A few years ago, some local merchants used to run similar promotions, advertising items at ridiculously low prices, but the quantities available were so extremely low that almost no one was able to buy the item at the advertised price…maybe the first 20 customers through the doors.
After that, the shelves would be bare of the advertised item, even though the sale price was good for a week, and the sales policy was that the item was “sold out with no rain checks”, but an internal inventory search could show pallets of the same, identical items in the back room, possibly with a different SKU number.

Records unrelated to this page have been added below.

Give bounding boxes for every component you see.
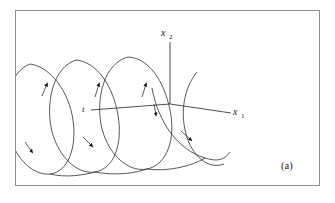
figure-caption: (a) xyxy=(281,160,293,172)
x2-label-subscript: 2 xyxy=(169,33,173,41)
x1-label-subscript: 1 xyxy=(241,112,245,120)
figure-frame xyxy=(16,11,320,186)
x2-label-base: x xyxy=(160,27,166,38)
x1-label-base: x xyxy=(232,106,238,117)
helix-figure-svg: x 2 x 1 t (a) xyxy=(0,0,335,203)
figure-panel: x 2 x 1 t (a) xyxy=(0,0,335,203)
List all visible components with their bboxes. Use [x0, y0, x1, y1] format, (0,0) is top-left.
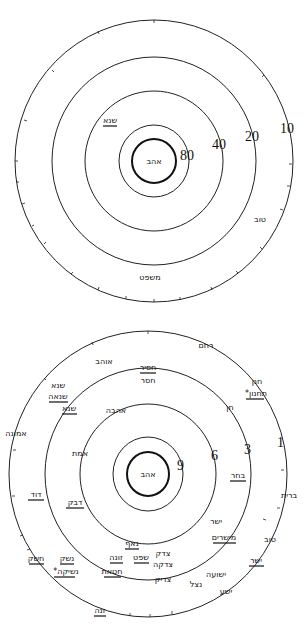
- word-chashak: חשק: [28, 554, 45, 563]
- ring-label-9: 9: [177, 458, 184, 473]
- word-neshikah: נשיקה*: [53, 567, 79, 576]
- word-emet: אמת: [72, 449, 88, 458]
- top-diagram: 80 40 20 10 אהב שנא טוב משפט: [15, 20, 294, 302]
- word-tsedek: צדק: [156, 549, 171, 558]
- word-chasir: חסיר: [140, 363, 157, 372]
- ring-label-80: 80: [180, 148, 194, 163]
- word-sane: שנא: [103, 116, 118, 125]
- word-mishpat: משפט: [139, 273, 160, 282]
- word-brit: ברית: [281, 491, 298, 500]
- word-davak: דבק: [68, 498, 83, 507]
- ring-label-3: 3: [244, 442, 251, 457]
- word-david: דוד: [31, 490, 43, 499]
- word-ohev: אוהב: [95, 357, 112, 366]
- word-yashar-1: ישר: [210, 517, 222, 526]
- diagram-canvas: 80 40 20 10 אהב שנא טוב משפט: [0, 0, 308, 632]
- bottom-diagram: 9 6 3 1 אהב רחם אוהב חסיר חסר חנן תחנון*…: [5, 331, 297, 617]
- word-zanah: זנה: [94, 606, 105, 615]
- word-rachem: רחם: [198, 341, 213, 350]
- word-tov: טוב: [264, 535, 276, 544]
- word-emunah: אמונה: [5, 429, 26, 438]
- ring-label-1: 1: [277, 435, 284, 450]
- ring-label-20: 20: [245, 129, 259, 144]
- word-sane-1: שנא: [51, 381, 66, 390]
- word-chaser: חסר: [141, 376, 156, 385]
- word-ahavah: אהבה: [106, 406, 126, 415]
- word-bachar: בחר: [231, 471, 246, 480]
- word-tsedakah: צדקה: [153, 560, 173, 569]
- word-tsadik: צדיק: [155, 575, 172, 584]
- word-chatat: חטאת: [101, 567, 122, 576]
- word-yesha: ישע: [220, 587, 233, 596]
- word-sinah: שנאה: [48, 392, 68, 401]
- word-natsal: נצל: [190, 580, 203, 589]
- word-naaf: נאף: [125, 539, 139, 548]
- word-shafat: שפט: [133, 553, 149, 562]
- center-word: אהב: [140, 470, 155, 479]
- word-sane-2: שנא: [62, 404, 77, 413]
- word-tachanun: תחנון*: [245, 389, 267, 398]
- center-word: אהב: [146, 157, 161, 166]
- ring-label-40: 40: [212, 137, 226, 152]
- word-chen: חן: [226, 403, 233, 412]
- word-chanan: חנן: [252, 377, 263, 386]
- word-nashak: נשק: [60, 554, 75, 563]
- word-meisharim: מישרים: [212, 533, 237, 542]
- word-tov: טוב: [254, 215, 266, 224]
- ring-label-6: 6: [211, 448, 218, 463]
- ring-label-10: 10: [280, 121, 294, 136]
- word-yashar-2: ישר: [250, 556, 262, 565]
- word-yeshuah: ישועה: [206, 570, 226, 579]
- word-zonah: זונה: [109, 553, 123, 562]
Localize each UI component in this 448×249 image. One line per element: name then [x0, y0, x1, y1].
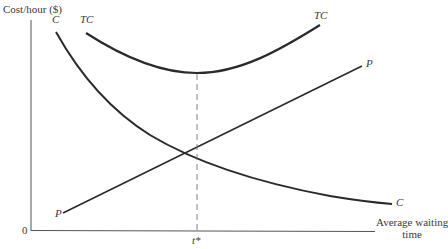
x-axis-label-line2: time: [402, 228, 422, 240]
x-axis-label: Average waiting time: [376, 216, 448, 240]
curve-tc-label-start: TC: [80, 13, 93, 25]
tstar-label: t*: [192, 234, 201, 246]
curve-tc-label-end: TC: [314, 9, 327, 21]
line-p-label-end: P: [366, 57, 373, 69]
curve-tc: [86, 25, 320, 73]
curve-c-label-end: C: [396, 196, 403, 208]
line-p-label-start: P: [55, 207, 62, 219]
line-p: [63, 66, 362, 213]
curve-c: [56, 32, 392, 204]
origin-label: 0: [22, 224, 28, 236]
x-axis: [31, 231, 375, 232]
x-axis-label-line1: Average waiting: [376, 216, 448, 228]
curve-c-label-start: C: [52, 13, 59, 25]
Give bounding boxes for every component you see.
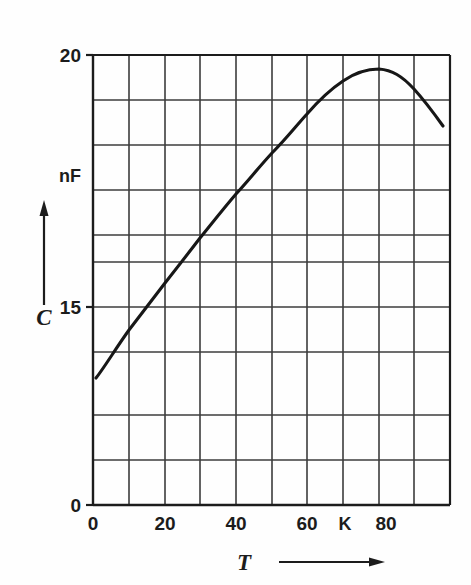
y-unit-label-nf: nF [59,166,81,186]
x-tick-label-80: 80 [375,513,396,534]
figure-container: 20 nF 15 0 0 20 40 60 K 80 C T [0,0,471,585]
y-axis-name: C [36,305,52,330]
x-tick-label-40: 40 [225,513,246,534]
x-tick-label-20: 20 [154,513,175,534]
x-tick-label-0: 0 [88,513,99,534]
y-tick-label-20: 20 [60,45,81,66]
capacitance-vs-temperature-chart: 20 nF 15 0 0 20 40 60 K 80 C T [0,0,471,585]
y-tick-label-0: 0 [70,495,81,516]
x-tick-label-60: 60 [296,513,317,534]
y-tick-label-15: 15 [60,297,82,318]
x-axis-name: T [237,550,252,575]
x-unit-label-k: K [339,514,352,534]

The goal of advertising the “loss leaders’, of course, was not to actually ”sell” a lot of the items at a big loss, but to motivate foot traffic through the doors of the store by creating the “illusion” that there were great deals to be had, in the hope that the customer would end up spending their money on similar items that were not on sale.
So by limiting the number of items that customers actually could buy, the store hoped to receive the benefits in increased store traffic of advertising very low-priced items, without losing a lot of money actually selling the items below their cost.
This scheme was looked at by the local County DA and was found to be the equivalent of a “bait and switch” type of scheme; and was considered to be illegal and constituted unfair advertising practices.
The stores now have to be careful to stock a reasonable number of any items advertised, and they also must offer rain checks through the sale period if a customer asks, or risk criminal and/or civil prosecution.
Violating fair truth in advertising laws and risking criminal liability was one consequence that these retailers had to contend with, but also, their customers were not stupid for long, and quickly learned to call in advance to verify inventory before wasting time and gas to go.
Customers generally don’t like to be treated in such a manner, so in all, after a brief learning period, the customers became more wary of these vendors, causing them to re-evaluate future advertising. The ad campaigns ended up generating a lot of bad will for these vendors.
The long lasting effect was to make customers more wary of those merchants in the future, and that made their advertising costs higher to reach the same target market.
One has to ask themselves what the intended benefit is of any advertising campaign…one might assume it’s not having sales practices that waste a potential customer’s time and ultimately create a lot of disappointed and pissed off potential customers.
I might speculate that offering consistent value for dollar and excellent customer service does more for the customer and the vendor’s bottom line than does gimmicky and quirky sales events.